SF Chronicle looks at the border fence issue
The San Francisco Chronicle took a solid, detailed look at the current border fence proposals in a story this past weekend:
A proposal to build a double set of steel walls with floodlights, surveillance cameras and motion detectors along one-third of the U.S.-Mexican border heads to the Senate next month after winning overwhelming support in the House.
The wall would be intended to prevent illegal immigrants and potential terrorists from hiking across the southern border into the United States. It would run along five segments of the 1,952-mile border that now experience the most illegal crossings.
The plan already has roiled diplomatic relations with Mexico. Leaders in American border communities are saying it will damage local economies and the environment. And immigration experts say that — at a cost of at least $2.2 billion — the 700-mile wall would be an expensive boondoggle.
Back in early January I indicated my tentative acceptance of the idea of a border fence, subject to the simultaneous adoption of a guest worker program (or another program that promotes legal work in vital sectors) AND a clearer understanding that costs could be kept in the $2m-$3m/mile range. The statistics above are at the very high end of my cost comfort level, and worrisome given the overruns on the San Diego fence. Before making any funding commitments, Congress needs to get a better handle on the actual expected costs of any border fence: there have been too many numbers thrown around willy-nilly in this discussion in the past few months. Without a solid baseline cost assessment, taxpayer funds will be unnecessarily put at risk.
This paragraph was also interesting:
Among those hurt most by illegal immigration are members of the Tohono O’odham Indian tribe, whose desert land stretches along 70 miles of the Arizona-Mexico border.

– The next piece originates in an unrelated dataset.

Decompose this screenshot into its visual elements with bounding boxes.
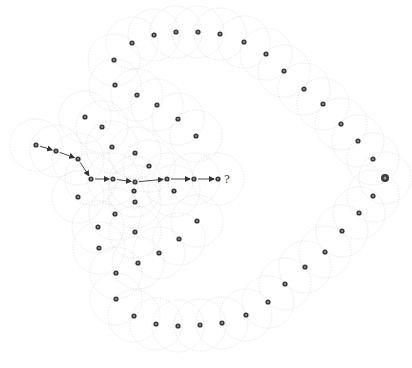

But tribal leaders don’t want their land to be fenced, as proposed under the Sensenbrenner bill, because that would prevent Indian people and wildlife from crossing the border as they are accustomed to. “We need the Border Patrol, but we have to balance that with respecting the sovereignty of our nation, our land and our people,” tribal Chairwoman Vivian Juan-Saunders said in an interview last year. “It’s a sensitive balancing act.”
These are very valid concerns by the Tohono O’odham, and there’s no easy answer to the question of what to do in this case of clashing sovereignties.